All in all, the book is just confusing and I imagine will perplex new players more than help them get interested in the game. For existing players it serves as a source of new ideas for character builds, but again the layout of the book is so poor that I can’t see wanting to actually use any of the info until it shows up in the DDI tools and I can just print of what I need from there.

The Rules Compendium volume is a mixed bag. On one hand, it is a well organized listing of the rules from the various books released so far. Just the rules though, how things work and not listings of every ability, spell, etc. On the other hand, I expect it’ll fall out of date within a six months due to errate being released or new keyword or ability or effect type comes out that won’t be covered in this book. It also means you are basically buying a copy of rules you already have again, just collected neatly now into one small easy to carry trade paperback.

The other problem I have with it is that there is some stuff that just isn’t rules but is fluff that is included in it. The default set of 4E gods aren’t rules, they are names with some vague traits attached. Descrptions of the three official 4E campaign settings also aren’t rules, neither are the vague guidelines re-printed from the DMG on suggestions of how to run a campaign and maybe the stye of one to run.

All in all, I don’t think the Rules Compendium is a bad book but just isn’t a great one and given the format (trade paperback) it’ll be a little more ackward to update when errata comes out then I find the full size hardbounds are (where I usually have the errata tucked inside the back cover and sticky notes on the pages that have been errata’d to remind me about it).

The Dungeon Tiles Master Set: Dungeon though I am finding rather nice.
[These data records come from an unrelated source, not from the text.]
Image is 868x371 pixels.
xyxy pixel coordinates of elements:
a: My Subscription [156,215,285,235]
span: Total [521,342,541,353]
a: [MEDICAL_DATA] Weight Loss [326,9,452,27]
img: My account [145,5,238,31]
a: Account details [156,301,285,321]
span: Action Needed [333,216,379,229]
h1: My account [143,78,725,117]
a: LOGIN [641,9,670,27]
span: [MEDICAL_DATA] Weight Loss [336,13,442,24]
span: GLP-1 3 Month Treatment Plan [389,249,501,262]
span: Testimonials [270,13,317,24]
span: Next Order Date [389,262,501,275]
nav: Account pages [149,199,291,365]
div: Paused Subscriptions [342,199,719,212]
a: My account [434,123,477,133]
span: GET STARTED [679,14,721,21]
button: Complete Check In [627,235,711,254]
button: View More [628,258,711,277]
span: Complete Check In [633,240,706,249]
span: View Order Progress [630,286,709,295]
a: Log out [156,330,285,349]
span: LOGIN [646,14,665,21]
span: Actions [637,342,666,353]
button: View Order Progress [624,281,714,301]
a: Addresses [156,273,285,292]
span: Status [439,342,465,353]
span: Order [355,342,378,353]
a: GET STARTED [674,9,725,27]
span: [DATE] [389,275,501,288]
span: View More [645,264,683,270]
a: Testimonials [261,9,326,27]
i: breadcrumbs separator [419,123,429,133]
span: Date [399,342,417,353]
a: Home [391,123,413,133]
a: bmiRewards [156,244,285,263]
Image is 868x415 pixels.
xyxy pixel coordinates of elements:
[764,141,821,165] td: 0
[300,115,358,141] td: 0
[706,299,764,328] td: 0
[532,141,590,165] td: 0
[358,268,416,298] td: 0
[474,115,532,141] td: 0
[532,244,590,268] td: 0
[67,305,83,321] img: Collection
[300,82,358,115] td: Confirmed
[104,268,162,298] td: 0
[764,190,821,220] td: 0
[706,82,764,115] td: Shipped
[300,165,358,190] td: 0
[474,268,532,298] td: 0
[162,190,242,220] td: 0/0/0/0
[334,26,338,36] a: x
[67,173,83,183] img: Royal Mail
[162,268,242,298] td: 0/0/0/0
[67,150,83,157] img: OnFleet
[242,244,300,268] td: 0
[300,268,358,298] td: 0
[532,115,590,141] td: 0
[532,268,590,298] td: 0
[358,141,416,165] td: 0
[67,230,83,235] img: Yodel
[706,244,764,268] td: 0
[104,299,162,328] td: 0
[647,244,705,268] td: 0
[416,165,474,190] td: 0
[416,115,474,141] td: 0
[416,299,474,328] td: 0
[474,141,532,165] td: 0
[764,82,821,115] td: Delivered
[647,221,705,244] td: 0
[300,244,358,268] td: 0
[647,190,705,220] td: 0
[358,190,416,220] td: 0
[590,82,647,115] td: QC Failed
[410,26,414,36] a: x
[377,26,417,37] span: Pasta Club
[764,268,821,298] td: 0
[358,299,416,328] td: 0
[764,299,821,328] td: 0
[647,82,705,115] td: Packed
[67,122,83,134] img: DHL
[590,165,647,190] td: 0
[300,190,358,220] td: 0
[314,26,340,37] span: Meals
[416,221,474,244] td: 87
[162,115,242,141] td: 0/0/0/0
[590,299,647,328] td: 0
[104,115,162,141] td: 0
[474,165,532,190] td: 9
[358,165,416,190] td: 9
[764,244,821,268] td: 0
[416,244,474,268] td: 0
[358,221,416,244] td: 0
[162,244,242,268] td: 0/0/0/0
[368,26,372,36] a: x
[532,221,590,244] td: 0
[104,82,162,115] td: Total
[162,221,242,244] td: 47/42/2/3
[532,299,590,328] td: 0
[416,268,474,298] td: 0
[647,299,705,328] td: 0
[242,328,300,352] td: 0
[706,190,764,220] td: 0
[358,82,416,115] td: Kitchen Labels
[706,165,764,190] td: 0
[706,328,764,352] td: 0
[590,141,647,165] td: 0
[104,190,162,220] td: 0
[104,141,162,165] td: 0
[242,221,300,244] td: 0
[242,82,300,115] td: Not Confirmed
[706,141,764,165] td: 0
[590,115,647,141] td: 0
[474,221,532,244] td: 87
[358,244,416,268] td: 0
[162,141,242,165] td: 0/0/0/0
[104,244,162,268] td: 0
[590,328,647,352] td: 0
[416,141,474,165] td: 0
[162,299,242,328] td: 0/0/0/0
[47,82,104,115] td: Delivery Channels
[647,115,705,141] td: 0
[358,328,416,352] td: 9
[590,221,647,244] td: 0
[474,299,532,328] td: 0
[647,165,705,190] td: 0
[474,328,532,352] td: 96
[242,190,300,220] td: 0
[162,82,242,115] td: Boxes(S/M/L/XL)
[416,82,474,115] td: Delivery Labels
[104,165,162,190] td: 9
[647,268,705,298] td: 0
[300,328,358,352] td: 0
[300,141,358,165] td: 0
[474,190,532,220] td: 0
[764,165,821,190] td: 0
It came in a sturdy box which is big enough to hold all of it’s tiles and at least two or three of the older released tile sets. I haven’t gone through it yet to identify how many of the tiles are re-prints of older out-of-print sets and how many are new ones but all in all the quality of the tiles are good, the box is sturdy and can actually be used as a large tile itself given the grind terrain printed on it. For it’s cost, I imagine I am going to get far more use out of it than anything else I purchased in this order.

1 comment to D&D Essentials are more Confusing than Essential

  • Hythian

    I should add a small correction, I did finally find where you got a 2nd school of magic for the Mage build. You get one automatically at level 4, which actually just makes the build seem more over-powering (Pyromancer + Evocation… Bonus damage, ignore fire resistance, and re-roll 1s for damage all at level 4) while at the same time clearing up my confusion regarding some of the wording.